A small excerpt from the article:
Volunteers will be asked to download a program to their computers that runs when the machine is idle and reaches out to request data to contribute to research projects.

Organizers say the Grid can help unlock genetic codes that underlie diseases like AIDS (news - web sites) and HIV (news - web sites), Alzheimer's or cancer, improve forecasting of natural disasters and aid studies to protect the world's food and water supply.

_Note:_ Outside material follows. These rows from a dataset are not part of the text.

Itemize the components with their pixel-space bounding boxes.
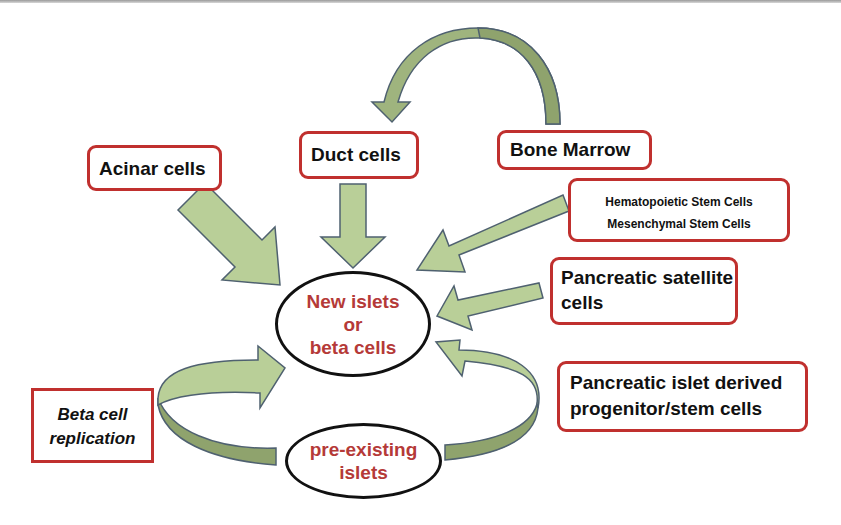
- node-new-islets-line2: or: [344, 313, 363, 336]
- node-bone-marrow-label: Bone Marrow: [510, 139, 649, 161]
- node-new-islets-line3: beta cells: [310, 336, 397, 359]
- arrow-stem-cells-to-center: [417, 195, 569, 272]
- node-pre-existing-islets: pre-existing islets: [285, 423, 442, 499]
- node-pre-existing-line1: pre-existing: [310, 438, 418, 461]
- node-islet-progenitor: Pancreatic islet derived progenitor/stem…: [557, 361, 808, 432]
- node-progenitor-line1: Pancreatic islet derived: [570, 370, 805, 396]
- arc-arrow-bone-marrow-to-duct: [372, 28, 560, 124]
- node-replication-line1: Beta cell: [34, 403, 151, 427]
- node-duct-cells: Duct cells: [299, 131, 419, 179]
- loop-arrow-islet-progenitor: [436, 340, 539, 460]
- node-new-islets-line1: New islets: [307, 290, 400, 313]
- node-bone-marrow: Bone Marrow: [497, 130, 652, 170]
- node-pancreatic-satellite: Pancreatic satellite cells: [550, 257, 738, 325]
- node-satellite-line1: Pancreatic satellite: [561, 265, 735, 290]
- node-pre-existing-line2: islets: [339, 461, 388, 484]
- node-duct-cells-label: Duct cells: [311, 144, 416, 166]
- node-acinar-cells: Acinar cells: [87, 145, 222, 191]
- node-stem-cells: Hematopoietic Stem Cells Mesenchymal Ste…: [568, 178, 790, 242]
- arrow-acinar-to-center: [178, 183, 280, 285]
- node-satellite-line2: cells: [561, 290, 735, 315]
- node-mesenchymal-label: Mesenchymal Stem Cells: [571, 213, 787, 235]
- node-progenitor-line2: progenitor/stem cells: [570, 396, 805, 422]
- node-new-islets: New islets or beta cells: [275, 271, 431, 377]
- loop-arrow-replication: [158, 346, 285, 465]
- node-beta-cell-replication: Beta cell replication: [31, 388, 154, 463]
- arrow-duct-to-center: [321, 184, 385, 268]
- node-replication-line2: replication: [34, 427, 151, 451]
- node-acinar-cells-label: Acinar cells: [99, 158, 219, 180]
- arrow-satellite-to-center: [437, 283, 543, 330]
- node-hematopoietic-label: Hematopoietic Stem Cells: [571, 191, 787, 213]
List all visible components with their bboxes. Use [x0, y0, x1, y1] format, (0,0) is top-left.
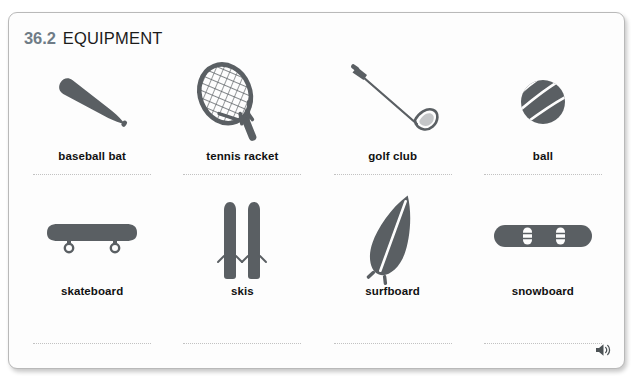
card-header: 36.2 EQUIPMENT — [24, 29, 163, 48]
vocab-label: baseball bat — [58, 150, 126, 163]
vocab-label: skateboard — [61, 285, 123, 298]
vocab-label: ball — [533, 150, 553, 163]
skis-icon — [172, 189, 312, 284]
vocab-item-golf-club[interactable]: golf club — [318, 55, 468, 175]
section-number: 36.2 — [24, 29, 56, 48]
vocabulary-grid: baseball bat — [17, 55, 618, 297]
vocab-item-skateboard[interactable]: skateboard — [17, 189, 167, 298]
golf-club-icon — [323, 55, 463, 149]
vocab-label: skis — [231, 285, 254, 298]
vocab-item-snowboard[interactable]: snowboard — [468, 189, 618, 298]
vocab-label: tennis racket — [206, 150, 278, 163]
vocab-label: golf club — [368, 150, 417, 163]
baseball-bat-icon — [22, 55, 162, 149]
vocab-label: snowboard — [512, 285, 574, 298]
skateboard-icon — [22, 189, 162, 284]
item-divider — [318, 343, 468, 344]
equipment-card: 36.2 EQUIPMENT baseball bat — [8, 12, 625, 369]
vocab-item-surfboard[interactable]: surfboard — [318, 189, 468, 298]
item-divider — [167, 343, 317, 344]
vocab-item-tennis-racket[interactable]: tennis racket — [167, 55, 317, 175]
speaker-icon[interactable] — [592, 340, 614, 360]
screenshot-root: 36.2 EQUIPMENT baseball bat — [0, 0, 640, 387]
bottom-divider-row — [17, 343, 618, 344]
vocab-item-baseball-bat[interactable]: baseball bat — [17, 55, 167, 175]
item-divider — [334, 174, 452, 175]
surfboard-icon — [323, 189, 463, 284]
item-divider — [33, 174, 151, 175]
item-divider — [17, 343, 167, 344]
page-title: EQUIPMENT — [63, 29, 163, 48]
vocab-item-ball[interactable]: ball — [468, 55, 618, 175]
item-divider — [183, 174, 301, 175]
ball-icon — [473, 55, 613, 149]
snowboard-icon — [473, 189, 613, 284]
vocabulary-row: baseball bat — [17, 55, 618, 175]
vocab-label: surfboard — [365, 285, 420, 298]
vocab-item-skis[interactable]: skis — [167, 189, 317, 298]
tennis-racket-icon — [172, 55, 312, 149]
vocabulary-row: skateboard — [17, 189, 618, 298]
item-divider — [484, 174, 602, 175]
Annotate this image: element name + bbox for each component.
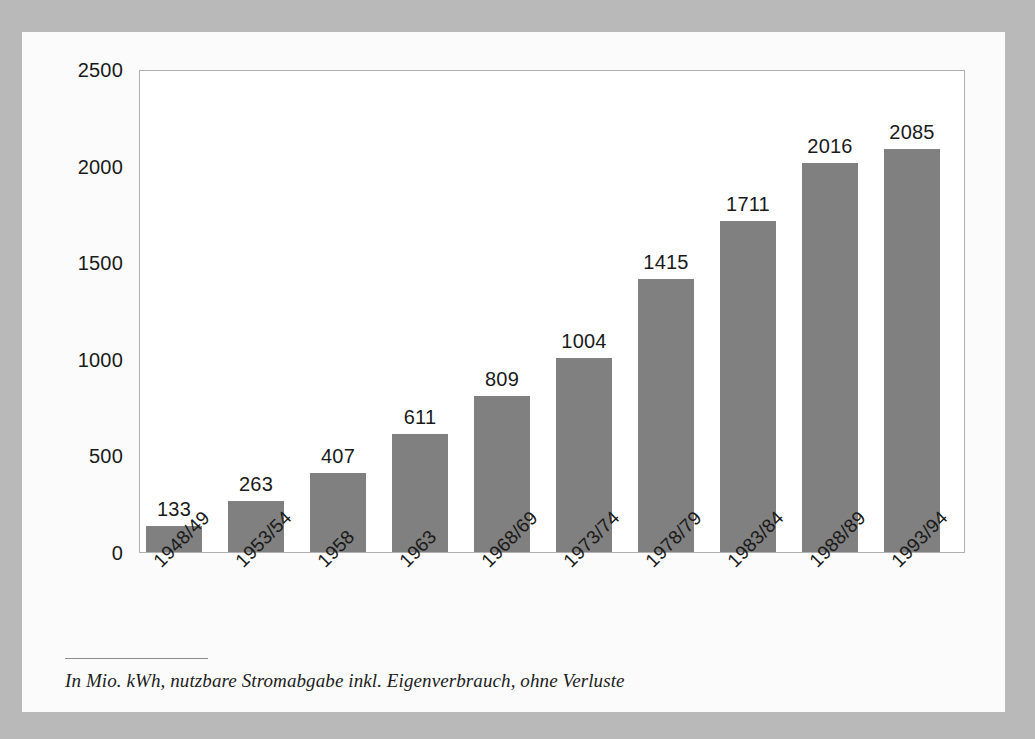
- bar-value-label: 809: [460, 368, 544, 391]
- bar-value-label: 2085: [870, 121, 954, 144]
- x-axis-tick-label: 1963: [391, 555, 447, 581]
- x-axis-tick-label: 1973/74: [555, 555, 611, 581]
- bar-value-label: 263: [214, 473, 298, 496]
- bar-value-label: 1711: [706, 193, 790, 216]
- bar-value-label: 2016: [788, 135, 872, 158]
- bar-chart-figure: 05001000150020002500 1332634076118091004…: [22, 32, 1005, 712]
- bar-value-label: 1004: [542, 330, 626, 353]
- x-axis-tick-label: 1988/89: [801, 555, 857, 581]
- bar-group[interactable]: 2085: [884, 69, 940, 552]
- y-axis-tick-label: 2000: [37, 155, 123, 178]
- y-axis-tick-label: 0: [37, 542, 123, 565]
- y-axis-tick-label: 1500: [37, 252, 123, 275]
- bar-group[interactable]: 263: [228, 69, 284, 552]
- x-axis: 1948/491953/54195819631968/691973/741978…: [139, 555, 965, 665]
- y-axis-tick-label: 500: [37, 445, 123, 468]
- x-axis-tick-label: 1968/69: [473, 555, 529, 581]
- bar-group[interactable]: 1415: [638, 69, 694, 552]
- bar[interactable]: [720, 221, 776, 552]
- x-axis-tick-label: 1958: [309, 555, 365, 581]
- x-axis-tick-label: 1978/79: [637, 555, 693, 581]
- bars-layer: 13326340761180910041415171120162085: [140, 71, 964, 552]
- bar-group[interactable]: 407: [310, 69, 366, 552]
- bar-group[interactable]: 133: [146, 69, 202, 552]
- x-axis-tick-label: 1983/84: [719, 555, 775, 581]
- x-axis-tick-label: 1948/49: [145, 555, 201, 581]
- y-axis: 05001000150020002500: [37, 70, 123, 553]
- bar-group[interactable]: 2016: [802, 69, 858, 552]
- footnote: In Mio. kWh, nutzbare Stromabgabe inkl. …: [65, 658, 945, 692]
- bar[interactable]: [802, 163, 858, 552]
- bar[interactable]: [884, 149, 940, 552]
- footnote-text: In Mio. kWh, nutzbare Stromabgabe inkl. …: [65, 670, 945, 692]
- x-axis-tick-label: 1993/94: [883, 555, 939, 581]
- bar-value-label: 1415: [624, 251, 708, 274]
- bar-value-label: 611: [378, 406, 462, 429]
- plot-area: 13326340761180910041415171120162085: [139, 70, 965, 553]
- footnote-rule: [65, 658, 208, 659]
- y-axis-tick-label: 1000: [37, 348, 123, 371]
- bar-group[interactable]: 809: [474, 69, 530, 552]
- y-axis-tick-label: 2500: [37, 59, 123, 82]
- bar-group[interactable]: 611: [392, 69, 448, 552]
- x-axis-tick-label: 1953/54: [227, 555, 283, 581]
- bar-value-label: 407: [296, 445, 380, 468]
- page-panel: 05001000150020002500 1332634076118091004…: [22, 32, 1005, 712]
- bar-group[interactable]: 1004: [556, 69, 612, 552]
- bar-group[interactable]: 1711: [720, 69, 776, 552]
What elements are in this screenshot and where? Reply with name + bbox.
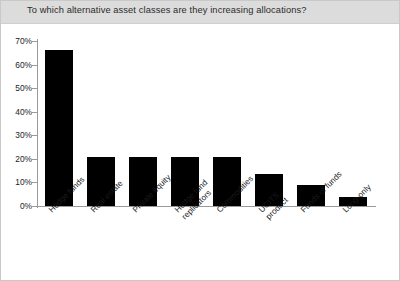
chart-title: To which alternative asset classes are t… xyxy=(27,5,307,15)
y-axis-tick-label: 20% xyxy=(6,155,32,163)
y-axis-tick-label: 50% xyxy=(6,84,32,92)
x-axis-category-labels: Hedge fundsReal estatePrivate equityHedg… xyxy=(38,208,383,281)
y-axis-labels: 70%60%50%40%30%20%10%0% xyxy=(3,1,32,281)
chart-card: To which alternative asset classes are t… xyxy=(0,0,400,281)
y-axis-tick-label: 40% xyxy=(6,108,32,116)
y-axis-tick-label: 0% xyxy=(6,202,32,210)
y-axis-tick-label: 60% xyxy=(6,61,32,69)
y-axis-tick-label: 70% xyxy=(6,37,32,45)
y-axis-tick-label: 10% xyxy=(6,178,32,186)
y-axis-tick-label: 30% xyxy=(6,131,32,139)
y-axis-tick xyxy=(32,206,38,207)
x-axis-line xyxy=(37,206,376,207)
bar xyxy=(45,50,73,206)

The massive volunteer project will be unveiled Tuesday by Sam Palmisano, CEO of International Business Machines Corp. (IBM), the world's largest computer company, along with United Nations (news - web sites) officials, researchers from the Mayo Clinic, Oxford University and South Africa, and others.


Keith234
(Storm Chaser)
Tue Nov 16 2004 07:52 PM
Re: short sight?

I actually had the idea before the Day after Tommorrow came out, I think of these things. The key word is age, and if the winters keep on getting proggresively cooler over the east for a long time period what do you call that? We don't even know the classification for what a ice-age would be...I'm not making wild speculation, I'm bringing forth possible explanations; don't take it the wrong way.

HanKFranK
(User)
Tue Nov 16 2004 11:13 PM
on ice ages

when the upper midwest is under hundreds of feet of glacial ice, we'll start talking ice age. we DO, that is DO KNOW.. what constitutes an ice age. one of most obvious symptoms is that you get lots of ice. glaciers grow, tundra expands southward, the mid latitudes get squeezed southward.. etc but hey, aren't glaciers receding everywhere in the northern hemisphere? yep. it's probably not the right analogy to be making.
winters were cooler in the '60s through the early '80s than they have been for the last couple of decades. that's overall.. an extremely cold month or two has generally been offset by warm periods in recent winters.
it's always a good idea not to sound like one of the articles that you might see on the AP wires about how some scientific study sees drastic climate change... really most any environmentally-related story in the media.. they tend to be overly dramatic and project horrible circumstances.. they ALWAYS harp on negative effects.
reality is never as simple. kinda like, since 1995 we've been marveling at how active hurricane seasons have been, and saying things like 'boy, at least they aren't making landfall...'
of course in 2004 we ran out of luck. overall conditions haven't been all that different when you get down to it, but shift that east coast trough position ten or fifteen degrees...
a'ite man, getting off the pulpit.. really this stuff belongs over in an 'other events' forum.. but it isn't september and nothing is active. really all of the site traffic is relegated to the main board right now.